1/02/2012

News: Havana Harbour, Charrette, Cuba Building, Havana Harbour Charrette, Cuban Architecture

Havana International Charrette
2012 Havana International Charrette on Urban Planning and Urban Design
6th Havana Waterfront Charrette Program. February 19th-25th, 2012
Parque Maceo Havana. Originally eapeard on e-architect.


The 2012 Charrette Site, Centro Habana
Centro Habana was the first suburb of Havana and its origins date back from the early 1700s. The increase of the agricultural activity in the rural territories off the walls for granting the Spanish Fleet the necessary supplies and the expanding shipbuilding industry contributed to the birth of the first settlements. A small church devoted to the Virgin of Guadalupe in 1716 would define the so considered first neighbourhood (at Monte and Aguila streets) while the relocation of the Real Arsenal in 1734 to the South by the Atares area and the layout of the Alameda de Extramuros (Off the Walls Promenade) by the Marquis de la Torre around 1772 also contributed to the expansion of the city. The first cemetery of Havana was built in 1804 — the Espada Cemetery, named after Bishop Espada, while the first hospital outside the walls was built in 1714 (San Lazaro hospital).
The Alameda de Extramuros established a significant urban axis and expressed an early assimilation of the new European trends about the appreciation and enjoyment of Nature in the cities. In 1817 a regulating plan — Plan de Ensanche, the first of its kind in Havana executed by a qualified group of engineers led by Colonel Engineer Antonio Maria de la Torre y Cardenas based on a grid — guided the expansion of the city beyond the walls in an orderly manner by using the existing layout of the roads that connected the walled city with the countryside. The plan established a hierarchy of streets where the main arteries called 'calzadas" would become the most distinctive feature of Havana's new streetscape and stood in clear contrast with the character of Old Havana. The so called 'calzadas' play a role as linear axes that not only define different neighbourhoods but provide a variety of mixed uses.
Centro Habana is the most diverse district of Havana, the most densely populated and the most dilapidated one. Due to construction speculation during the first decades of the 20th century and neglect of almost half a century the district is currently decaying and many buildings have collapsed.

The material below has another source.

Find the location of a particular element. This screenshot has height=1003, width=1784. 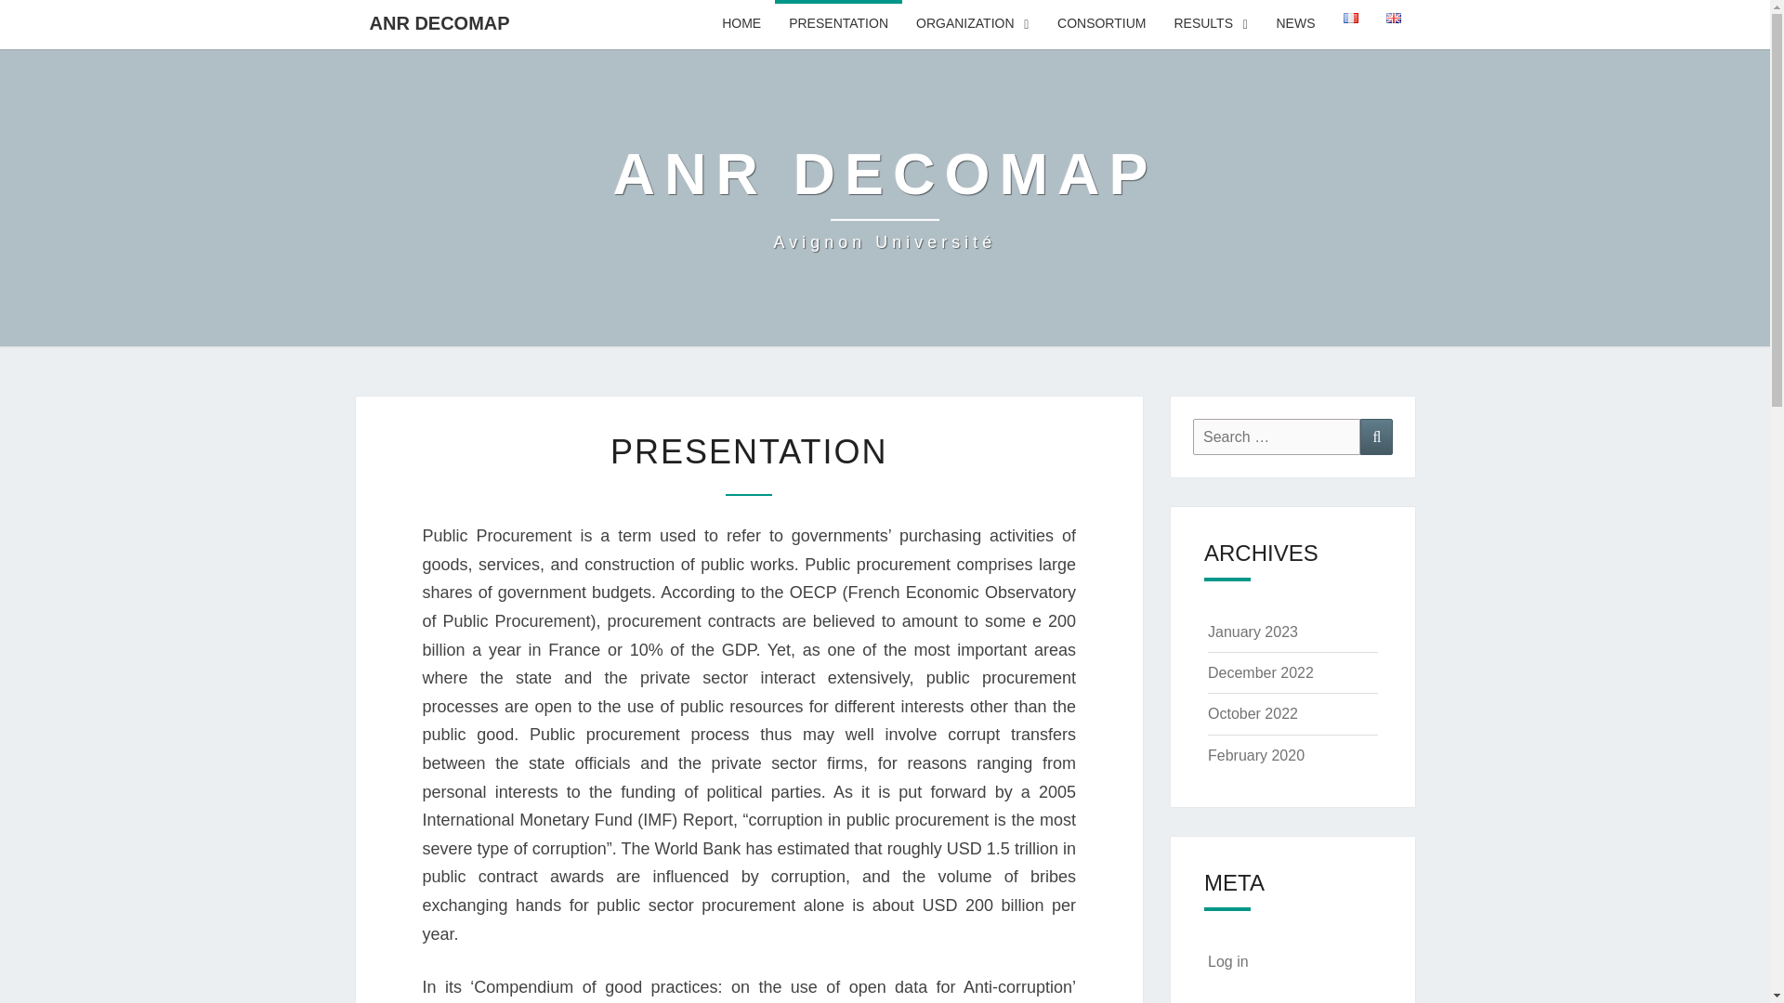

Centro Habana is located to the North and the center of Havana so that The Straits of Florida is the natural limit and The Malecon its physical border to the North while El Cerro district — also named after another 'calzada' — is the South border. Old Havana is to the East and El Vedado district is to the West.

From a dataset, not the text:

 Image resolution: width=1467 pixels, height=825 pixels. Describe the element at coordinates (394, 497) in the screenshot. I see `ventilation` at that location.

For the Master Plan purpose — and also for the Charrette's — the Centro Habana waterfront sector is defined by the presence of both colonial fortresses, La Punta (1589-1600) and The Morro Castle (1589-1630), the Pasao del Prado and the Torreon de San Lazaro (1665). This sector is quite different in character from the harbor and from East Havana in terms of environmental issues, urban landscape, heritage presence, urban and architectural typologies, urban design and architecture.

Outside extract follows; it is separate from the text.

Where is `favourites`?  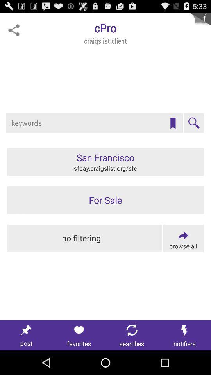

The Challenges are many and huge but the most important one will be the integration of this territory as proposed in the Master Plan following its guidelines and design — urban, landscape and architectural — codes so that the whole waterfront is developed according to both its vocation and its potential to give Havana a new facade related to the sea, that orients new urban development to the sea and creates an urban realm according and a sustainable environment. Another major challenge will consist in the integration of this area with the rest of Havana in both physical and cultural terms so that it gives continuity to the tradition of excellence of Havana's urbanism and architecture.
Due to the lack of open space and high density the current population of about 154,000 is considered to live in extreme environmental conditions with 1.5 Centrigrade degree above the average of the city. Green scarcity also contributes to the heat increase even though the breeze coming from the sea seems to occasionally alleviate the situation.

More: Here. Details about the program: Here.